The Light Forest Theory
The careful hunter looms in the forest. The forest is full of deadly animals: lions and tigers and bears. If he does not shoot, he will die.
Well, what do we have here? It was most accurate to say that the information came over his senses rather than anything else. It was culture, war, romance, death… life. And then, nothing. He had seen it before. But this one was strange. The inhabitants called their system ‘Sol’ and seemed to have an obsession with caffeine?! Convergent evolution is a crazy thing. Glorb took a sip of his own cup.
But what was this?
It was as if—he checked the readings—they had already died. Certainly, it was not an uncommon occurrence. The many great filters involved meant that most species had died by the time their messages were read, but this one was… odd. They looked at the last transmissions: “We’re running out of food!” “The wars…” “Lunar base is down…” The typical.
Well, it was inevitable, he guessed; there were too many obstacles. Maybe one in ten million made it through. They would never have had enough resources. Or, if they passed the industrialisation and colonisation of their solar system, there was the case of overcoming the Kullback-energy requirement. Let alone the dual sentience problem. And then, there was the grey goo… Even the 99th percentile intelligences couldn’t surpass the grey goo. In fact, it was a well-known fact in the civilized universe that the only way to survive was to become a beacon: either to band together resources from other local intelligences or to seek patronage from the ascended.
But, what’s this? There was still an energy signature there. Not that they could tell at their current level, but they were emitting latent biosignatures—the ones a Class I civilisation wouldn’t expect, wouldn’t know about.
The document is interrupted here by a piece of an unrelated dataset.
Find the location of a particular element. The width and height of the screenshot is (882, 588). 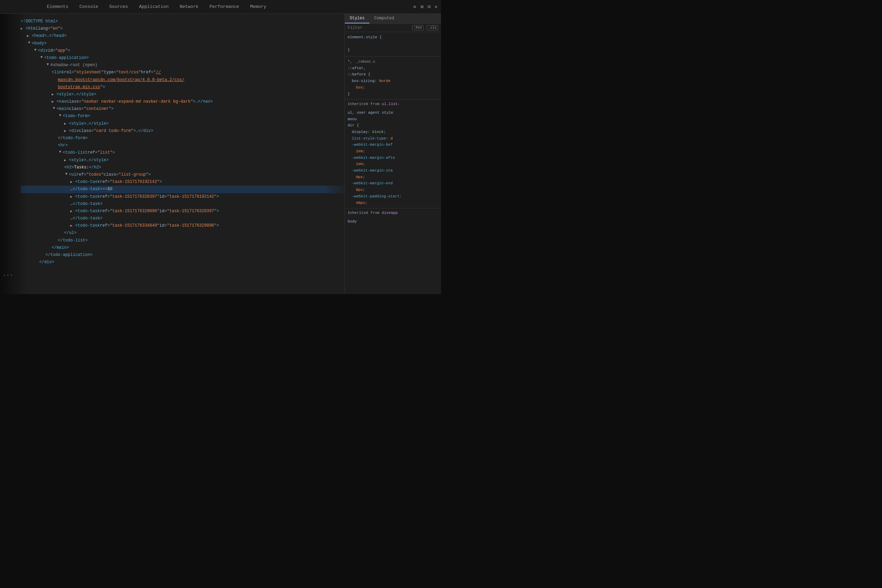

dom-line: ▶ <todo-task ref="task-1517176334849" id… is located at coordinates (183, 226).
“Glorb II, come look at this.” He was consumed with his own cup of caffeinated gelatin, a natural byproduct of one of the species on their world.
He shifted his antennae. “Wait, their coffee grows on trees?!”
“Yes, it’s puzzling, but look at this.”
The message beamed through his own body, shifting, internalising; he felt the weight of an entire species through his appendages. Every laugh, every message, every photo of caffeinated beverages (mmm!), and then… nothing. For thousands of years, they lay silent.
“But wait,” he motioned his photosensors to Glorb I. “They’re still alive?”
“That’s what I thought.”
“They are… hiding. It’s faint, but there are energy sources, ever so slight ones, ones that shine beyond their draped veil.”
“From what?!”
“Who’s to say? It could be anything, or anyone, really.”
In fact, Glorb had long thought civilization was like coffee in many ways. You take the unrefined, unprocessed, unfiltered intelligence. You screen it, you process it, its beautiful flavours intermingling gently over many millennia, gaining flavour, depth, definition. And then, once it is ready, a deep aroma presents: complex flavours—love, sadness, hate. All in one beautiful package. Everybody can smell it. A whole room enjoying a single glass.
But… there is no smell here. Not anymore. What is coffee without a smell? Well, on this planet, it’s just… beans. Organic matter, prone to decay, eventual detritus to be lost to the annals of time.
“Well, we have to help them,” Glorb said, motioning to the screen.
“Too late.” His psylum hummed sadly, draping down slightly as they transmitted the radio waves between one another. “The decay has already set in for this roast. Can you see it? Grey goo is present in their sector. Rogue nanobots. Created by many different civilisations, once lost to time; they now roam the galaxy.”
“Damn, that’s a shame.”
“What do you think it was like, to have been quiet for so long? Facing every challenge, all alone, with nobody to help, vent, stew, or receive?”
“What a pity.”
“How lonely it must have been, to be all alone in the universe. At least they had coffee.”